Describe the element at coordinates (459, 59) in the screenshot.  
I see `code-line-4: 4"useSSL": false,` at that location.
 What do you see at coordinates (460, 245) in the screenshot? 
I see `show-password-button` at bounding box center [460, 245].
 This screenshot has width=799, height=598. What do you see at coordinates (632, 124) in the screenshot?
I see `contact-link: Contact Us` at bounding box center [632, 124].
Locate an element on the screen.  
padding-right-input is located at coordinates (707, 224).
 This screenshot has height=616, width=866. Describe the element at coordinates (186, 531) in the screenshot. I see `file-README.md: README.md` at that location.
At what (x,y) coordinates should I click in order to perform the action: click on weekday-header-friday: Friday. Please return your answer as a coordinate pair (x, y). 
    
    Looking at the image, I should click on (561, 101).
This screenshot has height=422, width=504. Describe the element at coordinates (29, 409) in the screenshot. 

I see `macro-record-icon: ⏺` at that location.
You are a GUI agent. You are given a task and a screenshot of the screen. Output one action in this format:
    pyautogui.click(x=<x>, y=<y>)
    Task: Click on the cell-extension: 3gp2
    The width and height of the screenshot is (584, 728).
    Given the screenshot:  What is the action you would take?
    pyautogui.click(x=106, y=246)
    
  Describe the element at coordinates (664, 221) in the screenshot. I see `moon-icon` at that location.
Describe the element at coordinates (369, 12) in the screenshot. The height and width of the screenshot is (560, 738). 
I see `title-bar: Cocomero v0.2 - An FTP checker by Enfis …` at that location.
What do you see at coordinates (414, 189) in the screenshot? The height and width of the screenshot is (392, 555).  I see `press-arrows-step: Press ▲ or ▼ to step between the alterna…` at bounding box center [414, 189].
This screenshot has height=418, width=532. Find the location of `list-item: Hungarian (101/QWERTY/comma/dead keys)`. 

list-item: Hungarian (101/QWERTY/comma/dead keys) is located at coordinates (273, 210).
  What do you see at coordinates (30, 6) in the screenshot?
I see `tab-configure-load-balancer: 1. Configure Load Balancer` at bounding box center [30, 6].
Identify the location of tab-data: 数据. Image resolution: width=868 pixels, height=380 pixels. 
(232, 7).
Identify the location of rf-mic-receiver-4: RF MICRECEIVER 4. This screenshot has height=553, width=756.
• • • •
**PROBLEM**
Reproduce the data exactly. All of it is needed.

**PROBLEM SOLUTION**
Describe the element at coordinates (459, 59) in the screenshot.  
I see `code-line-4: 4"useSSL": false,` at that location.
 What do you see at coordinates (460, 245) in the screenshot? 
I see `show-password-button` at bounding box center [460, 245].
 This screenshot has width=799, height=598. What do you see at coordinates (632, 124) in the screenshot?
I see `contact-link: Contact Us` at bounding box center [632, 124].
Locate an element on the screen.  
padding-right-input is located at coordinates (707, 224).
 This screenshot has height=616, width=866. Describe the element at coordinates (186, 531) in the screenshot. I see `file-README.md: README.md` at that location.
At what (x,y) coordinates should I click in order to perform the action: click on weekday-header-friday: Friday. Please return your answer as a coordinate pair (x, y). 
    
    Looking at the image, I should click on (561, 101).
This screenshot has height=422, width=504. Describe the element at coordinates (29, 409) in the screenshot. 

I see `macro-record-icon: ⏺` at that location.
You are a GUI agent. You are given a task and a screenshot of the screen. Output one action in this format:
    pyautogui.click(x=<x>, y=<y>)
    Task: Click on the cell-extension: 3gp2
    The width and height of the screenshot is (584, 728).
    Given the screenshot:  What is the action you would take?
    pyautogui.click(x=106, y=246)
    
  Describe the element at coordinates (664, 221) in the screenshot. I see `moon-icon` at that location.
Describe the element at coordinates (369, 12) in the screenshot. The height and width of the screenshot is (560, 738). 
I see `title-bar: Cocomero v0.2 - An FTP checker by Enfis …` at that location.
What do you see at coordinates (414, 189) in the screenshot? The height and width of the screenshot is (392, 555).  I see `press-arrows-step: Press ▲ or ▼ to step between the alterna…` at bounding box center [414, 189].
This screenshot has height=418, width=532. Find the location of `list-item: Hungarian (101/QWERTY/comma/dead keys)`. 

list-item: Hungarian (101/QWERTY/comma/dead keys) is located at coordinates (273, 210).
  What do you see at coordinates (30, 6) in the screenshot?
I see `tab-configure-load-balancer: 1. Configure Load Balancer` at bounding box center [30, 6].
Identify the location of tab-data: 数据. Image resolution: width=868 pixels, height=380 pixels. 
(232, 7).
Identify the location of rf-mic-receiver-4: RF MICRECEIVER 4. This screenshot has height=553, width=756.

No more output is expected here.